As Lenia was about to answer, a flurry of minuscule neon fish hailed down, attracted to her lilting voice. She swatted them away.
“I don’t know,” she said. “There was something about him. At one point I just focused on him, clinging for life, and I thought, I can save him. I pulled him from the wood he was holding and carried him all the way to land. I could tell he was strong, for a human, but, Sisters, he was so soft, and warm.”
“Where did you take him?” Vela asked, mesmerized now.
“I took him to land. I held him for hours, against me, until we arrived. There was a human girl there, watching me, and I called for her to come down to him. She had to come, or else he would die. It was strange. I could feel her. Just like I could feel him. Every beat of his heart, every breath.”
“I’ve heard of that,” Thilla said. “That we might be able to read their thoughts. That we used to be able to do that.”
“I would hate to read a human’s thoughts,” Bolette said.
Lenia thought back to the girl, the cliff. “It was less her thoughts, more just … as if I were inside her, a little. But I was more focused on him. I wanted her to save him. All I could do was bring him to land. He needed a human to help bring him back to life.”
“You are too kindhearted, Sister,” Bolette said. “If he could have, that human would have ripped you apart with his hands.”

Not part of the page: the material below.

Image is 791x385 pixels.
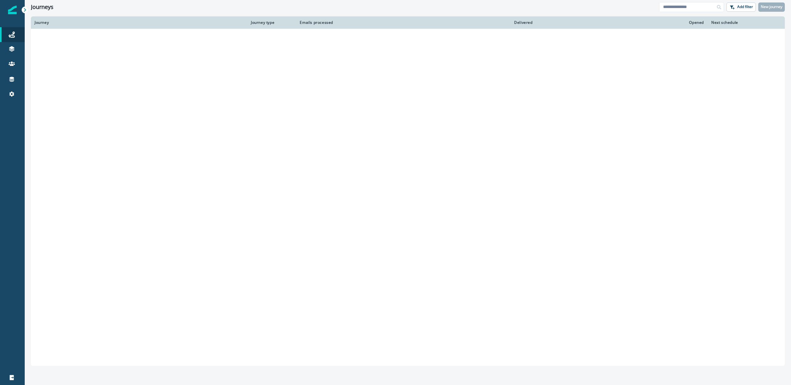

At that, Regitta gasped, holding her son to her chest.
“You two are awfully melodramatic,” Lenia said. “I don’t think he would have done that at all. In fact, he seemed rather enchanted by me.”
“Well, at least you are home safe,” Nadine said, digging back in the chest, bored.
Vela swept forward, the distress apparent on her face. “I can’t stop thinking about dying, the way humans do it. Imagine! If at any moment, you could just stop existing. How different everything would be. Wouldn’t it? If the world were that dangerous?”
“They don’t stop existing,” Lenia said. “Remember what Grandmother said? That they have souls that live forever. Even knowing that, they fought so hard to stay alive. I think it’s so beautiful. Imagine: being that fragile, that permanent.”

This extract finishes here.